More Examples of Creating New Syntax

Introduction

This reading is a set of four more examples of macros and creating new syntax:

The zip file for this reading contains the code for all four examples.

Read any or all of them that interest you. Being able to change Racket's base apply function in order to change the evaluator is pretty cool, though.

A Template for Simple Function

Back in Session 6, we had to curry the string-ref function so that we could map it across a list of strings:

(define first-char
  (lambda (str)
    (string-ref str 0)))

(map first-char
      list-of-strings)

Of course, we could get by with less code if we didn't bother to name our helper function:

(map (lambda (str)
        (string-ref str 0))
      list-of-strings)

I like Racket as much as anyone, but sometimes I wish I could write even simpler code, especially simple functions. Wouldn't it be nice if I could write something like this:

(map (string-ref _ 0)
     list-of-strings)

and have Racket create the anonymous function I need? I don't even care what it calls the parameter, as long as it doesn't clash with an existing name. (We have been writing pure functions all semester with few, if any global variables, so this isn't much of a worry.)

An underscore form of this sort is becoming common in other languages, especially for use in pattern matching. It would be really handy for simple arithmetic expressions, such as:

(map (* _ 5)
     (range 1 100))

(filter (< _ 10)
        (map f big-list))

This an example of a possible syntactic abstraction. We can write code to translate the abstraction into a core form. We need a preprocessor.

I wrote a little code to translate expressions of this form:

(... _ ...)

into expressions of this form:

(lambda (newvar)
  (... newvar ...))

It required a bit of work...

This enables me to pass in code with underscore-style functions and produces executable Racket code, as a Racket list.

We can do this! We have the technology -- and you have the knowledge to write the preprocessor. Racket's simple, parenthesized syntax helps us here.

If only we could build this process into the language somehow: remove the friction, and let Racket do most of the work.

We can, with syntax-rules.

An assert Macro

Think of a simple "assert" operator that allows us to test an expression and stop computation if the test fails:

(assert (>= (length lst) 2))

This expression is an abstraction of an if expression, or a Racket unless expression:

(unless (>= (length lst) 2)
  (error 'assert "assertion failed: ~s" (quote (>= (length lst) 2))))

Racket provides an operator called define-syntax-rule for writing such translations. In this file, I define assert as a new special form:

(define-syntax-rule (assert expr)
  (unless expr
    (error 'assert "assertion failed: ~s" (quote expr))))

define-syntax-rule allows us to define patterns of the form:

pattern → expansion

and effectively add them to Racket's preprocessor. It is simpler than syntax-rules, for cases where we have a simple pattern, a simple template, and only one case to handle.

C Macros

Note: I need to write more. If you want to read it now, let me know, and I will!

C has rudimentary macro systems. The C preprocessor works by simple textual search-and-replace at the token level, rather than at the character level. This allows some powerful forms of conditional processing, but working at the token level creates problems. If you are interested, check out this directory of examples.

Changing Racket at the Lowest Level: Redefining apply

We have seen that we can instruct Racket's preprocessor to recognize new special forms at expansion time.

But Racket is more. We can modify how Racket applies functions!

This file wraps Racket's apply function in a function that also prints trace information — and then exports it as Racket's apply function.

Wow. You definitely can't do that in Python, Java, or C++.

Too often, when we teach languages like Racket, we only show you things that other languages can do, sometimes more simply.

This is a common complaint. Here's an example I found on the internet somewhere:

*Wow*. Yeah, you definitely can't do that in C++. (You _can_ in Lisp but they don't teach you those parts at school. They teach the pure functional parts, where you can't do things that you can in C++. Bastards.)

I have lost track of the source of this quote. If you know, please let me know. But I have never forgotten the story.

Examples like this one, and range-case and Pollen from Session 21, show how Racket really is different, even from its ancestors. Racket enables us to modify its reader, its expander, and its evaluator, including function application.

When you put all that together, Racket really is more.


Wherever a picture appears in the listing below, leave it out and reproduce the rest exactly.

RECORD EXTRACTS below:

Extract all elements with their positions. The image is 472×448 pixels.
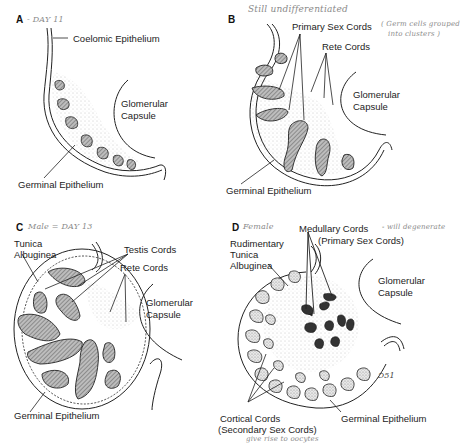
handwritten-note-germ-cells: ( Germ cells grouped: [381, 20, 460, 28]
panel-letter: A: [16, 14, 23, 25]
label-testis-cords: Testis Cords: [124, 244, 176, 255]
label-glomerular-capsule: Glomerular: [121, 98, 168, 109]
label-glomerular-capsule: Glomerular: [353, 89, 400, 100]
handwritten-note: Male = DAY 13: [28, 222, 93, 231]
label-glomerular-capsule: Glomerular: [146, 297, 193, 308]
handwritten-note: Female: [243, 222, 274, 231]
panel-letter: D: [232, 222, 239, 233]
label-cortical-cords: Cortical Cords: [220, 413, 280, 424]
handwritten-note-will-degenerate: - will degenerate: [382, 223, 445, 231]
label-primary-sex-cords: Primary Sex Cords: [292, 21, 372, 32]
label-glomerular-capsule-2: Capsule: [121, 110, 156, 121]
label-secondary-sex-cords: (Secondary Sex Cords): [218, 424, 317, 435]
label-glomerular-capsule: Glomerular: [378, 275, 425, 286]
handwritten-note-oocytes: give rise to oocytes: [246, 435, 319, 443]
label-germinal-epithelium: Germinal Epithelium: [18, 179, 104, 190]
label-rudimentary-tunica-albuginea-3: Albuginea: [230, 260, 272, 271]
panel-d-female: D Female Rudimentary Tunica Albuginea Me…: [236, 224, 472, 448]
panel-b-undifferentiated: B Still undifferentiated Primary Sex Cor…: [236, 0, 472, 224]
label-glomerular-capsule-2: Capsule: [146, 309, 181, 320]
label-germinal-epithelium: Germinal Epithelium: [226, 185, 312, 196]
label-rudimentary-tunica-albuginea: Rudimentary: [230, 238, 284, 249]
handwritten-note: - DAY 11: [27, 15, 64, 24]
label-germinal-epithelium: Germinal Epithelium: [14, 410, 100, 421]
artist-signature: Ɔ51: [378, 371, 395, 380]
label-rete-cords: Rete Cords: [322, 41, 370, 52]
label-rudimentary-tunica-albuginea-2: Tunica: [230, 249, 258, 260]
label-coelomic-epithelium: Coelomic Epithelium: [73, 33, 160, 44]
label-primary-sex-cords: (Primary Sex Cords): [318, 235, 404, 246]
handwritten-note: Still undifferentiated: [248, 4, 348, 14]
panel-letter: C: [16, 222, 23, 233]
panel-letter: B: [228, 14, 235, 25]
panel-c-male-day-13: C Male = DAY 13 Tunica Albuginea Testis …: [0, 224, 236, 448]
label-rete-cords: Rete Cords: [120, 262, 168, 273]
panel-a-day-11: A - DAY 11 Coelomic Epithelium Glomerula…: [0, 0, 236, 224]
label-glomerular-capsule-2: Capsule: [353, 101, 388, 112]
label-medullary-cords: Medullary Cords: [299, 223, 368, 234]
label-tunica-albuginea: Tunica: [14, 238, 42, 249]
label-tunica-albuginea-2: Albuginea: [14, 249, 56, 260]
label-germinal-epithelium: Germinal Epithelium: [341, 413, 427, 424]
label-glomerular-capsule-2: Capsule: [378, 287, 413, 298]
handwritten-note-clusters: into clusters ): [388, 30, 440, 38]
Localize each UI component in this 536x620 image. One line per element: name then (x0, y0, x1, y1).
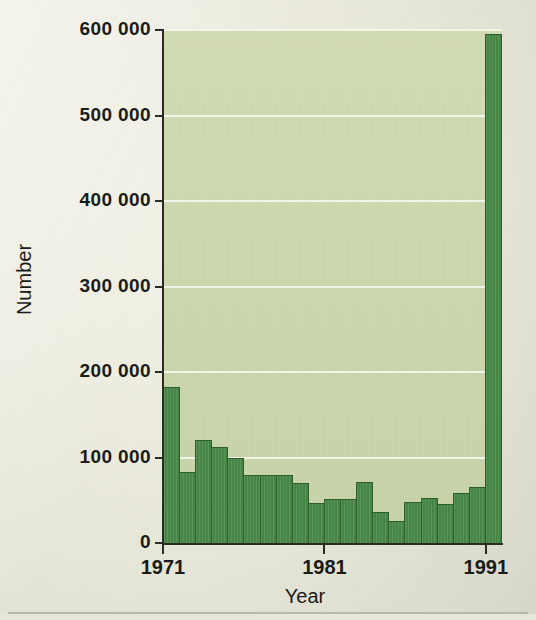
bar-series (163, 30, 502, 543)
bar-1972 (179, 472, 196, 543)
x-axis-title-text: Year (285, 585, 325, 608)
y-axis-line (162, 29, 164, 544)
chart-figure: Number 0100 000200 000300 000400 000500 … (0, 0, 536, 620)
bar-1981 (324, 499, 341, 543)
y-tick-label-100000: 100 000 (11, 446, 151, 468)
x-tick-label-1971: 1971 (141, 556, 186, 579)
x-axis-title: Year (0, 585, 536, 608)
y-tick-label-600000: 600 000 (11, 18, 151, 40)
bar-1986 (404, 502, 421, 543)
bar-1987 (421, 498, 438, 543)
bottom-strip (0, 614, 536, 620)
bar-1989 (453, 493, 470, 543)
bar-1984 (372, 512, 389, 543)
bar-1980 (308, 503, 325, 543)
bar-1982 (340, 499, 357, 543)
x-tick-1971 (162, 545, 164, 554)
bar-1991 (485, 34, 502, 543)
bar-1985 (388, 521, 405, 543)
x-tick-label-1981: 1981 (302, 556, 347, 579)
bar-1973 (195, 440, 212, 543)
bar-1977 (260, 475, 277, 543)
y-tick-label-0: 0 (11, 531, 151, 553)
plot-area (163, 30, 502, 543)
y-tick-label-200000: 200 000 (11, 360, 151, 382)
y-tick-label-400000: 400 000 (11, 189, 151, 211)
x-tick-label-1991: 1991 (464, 556, 509, 579)
y-tick-label-500000: 500 000 (11, 104, 151, 126)
bar-1988 (437, 504, 454, 543)
y-tick-label-300000: 300 000 (11, 275, 151, 297)
bar-1978 (276, 475, 293, 543)
x-axis-line (162, 543, 503, 545)
bar-1971 (163, 387, 180, 543)
bar-1979 (292, 483, 309, 543)
bar-1983 (356, 482, 373, 543)
x-tick-1981 (323, 545, 325, 554)
bar-1974 (211, 447, 228, 543)
bar-1990 (469, 487, 486, 543)
bar-1975 (227, 458, 244, 544)
x-tick-1991 (485, 545, 487, 554)
bar-1976 (243, 475, 260, 543)
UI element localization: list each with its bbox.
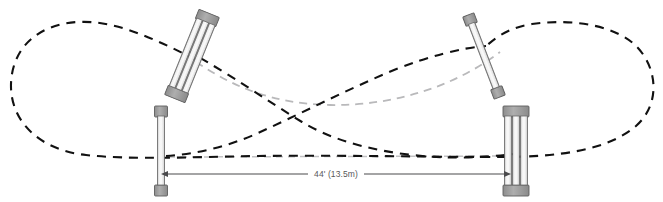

End of RECORD EXTRACTS.

§ WRITTEN SOLUTION
Extract all elements with their positions. The image is 472×448 pixels.
handwritten-note-germ-cells: ( Germ cells grouped: [381, 20, 460, 28]
panel-letter: A: [16, 14, 23, 25]
label-testis-cords: Testis Cords: [124, 244, 176, 255]
label-glomerular-capsule: Glomerular: [121, 98, 168, 109]
label-glomerular-capsule: Glomerular: [353, 89, 400, 100]
handwritten-note: Male = DAY 13: [28, 222, 93, 231]
label-glomerular-capsule: Glomerular: [146, 297, 193, 308]
handwritten-note: Female: [243, 222, 274, 231]
panel-letter: D: [232, 222, 239, 233]
label-cortical-cords: Cortical Cords: [220, 413, 280, 424]
handwritten-note-will-degenerate: - will degenerate: [382, 223, 445, 231]
label-primary-sex-cords: Primary Sex Cords: [292, 21, 372, 32]
label-glomerular-capsule-2: Capsule: [121, 110, 156, 121]
label-secondary-sex-cords: (Secondary Sex Cords): [218, 424, 317, 435]
label-glomerular-capsule: Glomerular: [378, 275, 425, 286]
handwritten-note-oocytes: give rise to oocytes: [246, 435, 319, 443]
label-germinal-epithelium: Germinal Epithelium: [18, 179, 104, 190]
label-rudimentary-tunica-albuginea-3: Albuginea: [230, 260, 272, 271]
panel-d-female: D Female Rudimentary Tunica Albuginea Me…: [236, 224, 472, 448]
panel-b-undifferentiated: B Still undifferentiated Primary Sex Cor…: [236, 0, 472, 224]
label-glomerular-capsule-2: Capsule: [146, 309, 181, 320]
label-germinal-epithelium: Germinal Epithelium: [226, 185, 312, 196]
label-rudimentary-tunica-albuginea: Rudimentary: [230, 238, 284, 249]
handwritten-note: - DAY 11: [27, 15, 64, 24]
label-germinal-epithelium: Germinal Epithelium: [14, 410, 100, 421]
artist-signature: Ɔ51: [378, 371, 395, 380]
label-rete-cords: Rete Cords: [322, 41, 370, 52]
label-rudimentary-tunica-albuginea-2: Tunica: [230, 249, 258, 260]
label-coelomic-epithelium: Coelomic Epithelium: [73, 33, 160, 44]
label-primary-sex-cords: (Primary Sex Cords): [318, 235, 404, 246]
handwritten-note: Still undifferentiated: [248, 4, 348, 14]
panel-letter: C: [16, 222, 23, 233]
panel-letter: B: [228, 14, 235, 25]
panel-c-male-day-13: C Male = DAY 13 Tunica Albuginea Testis …: [0, 224, 236, 448]
label-rete-cords: Rete Cords: [120, 262, 168, 273]
panel-a-day-11: A - DAY 11 Coelomic Epithelium Glomerula…: [0, 0, 236, 224]
label-glomerular-capsule-2: Capsule: [353, 101, 388, 112]
label-medullary-cords: Medullary Cords: [299, 223, 368, 234]
label-tunica-albuginea: Tunica: [14, 238, 42, 249]
label-tunica-albuginea-2: Albuginea: [14, 249, 56, 260]
label-germinal-epithelium: Germinal Epithelium: [341, 413, 427, 424]
label-glomerular-capsule-2: Capsule: [378, 287, 413, 298]
handwritten-note-clusters: into clusters ): [388, 30, 440, 38]
Localize each UI component in this 536x620 image. One line per element: name then (x0, y0, x1, y1).
bar-series (163, 30, 502, 543)
bar-1972 (179, 472, 196, 543)
x-axis-title-text: Year (285, 585, 325, 608)
y-axis-line (162, 29, 164, 544)
chart-figure: Number 0100 000200 000300 000400 000500 … (0, 0, 536, 620)
bar-1981 (324, 499, 341, 543)
y-tick-label-100000: 100 000 (11, 446, 151, 468)
x-tick-label-1971: 1971 (141, 556, 186, 579)
x-axis-title: Year (0, 585, 536, 608)
y-tick-label-600000: 600 000 (11, 18, 151, 40)
bar-1986 (404, 502, 421, 543)
bar-1987 (421, 498, 438, 543)
bottom-strip (0, 614, 536, 620)
bar-1989 (453, 493, 470, 543)
bar-1984 (372, 512, 389, 543)
bar-1980 (308, 503, 325, 543)
bar-1982 (340, 499, 357, 543)
x-tick-1971 (162, 545, 164, 554)
bar-1991 (485, 34, 502, 543)
bar-1985 (388, 521, 405, 543)
x-tick-label-1981: 1981 (302, 556, 347, 579)
bar-1973 (195, 440, 212, 543)
bar-1977 (260, 475, 277, 543)
y-tick-label-0: 0 (11, 531, 151, 553)
plot-area (163, 30, 502, 543)
y-tick-label-200000: 200 000 (11, 360, 151, 382)
y-tick-label-400000: 400 000 (11, 189, 151, 211)
x-tick-label-1991: 1991 (464, 556, 509, 579)
y-tick-label-500000: 500 000 (11, 104, 151, 126)
bar-1988 (437, 504, 454, 543)
y-tick-label-300000: 300 000 (11, 275, 151, 297)
bar-1978 (276, 475, 293, 543)
x-axis-line (162, 543, 503, 545)
bar-1971 (163, 387, 180, 543)
bar-1979 (292, 483, 309, 543)
bar-1983 (356, 482, 373, 543)
x-tick-1981 (323, 545, 325, 554)
bar-1974 (211, 447, 228, 543)
bar-1990 (469, 487, 486, 543)
bar-1975 (227, 458, 244, 544)
x-tick-1991 (485, 545, 487, 554)
bar-1976 (243, 475, 260, 543)
UI element localization: list each with its bbox.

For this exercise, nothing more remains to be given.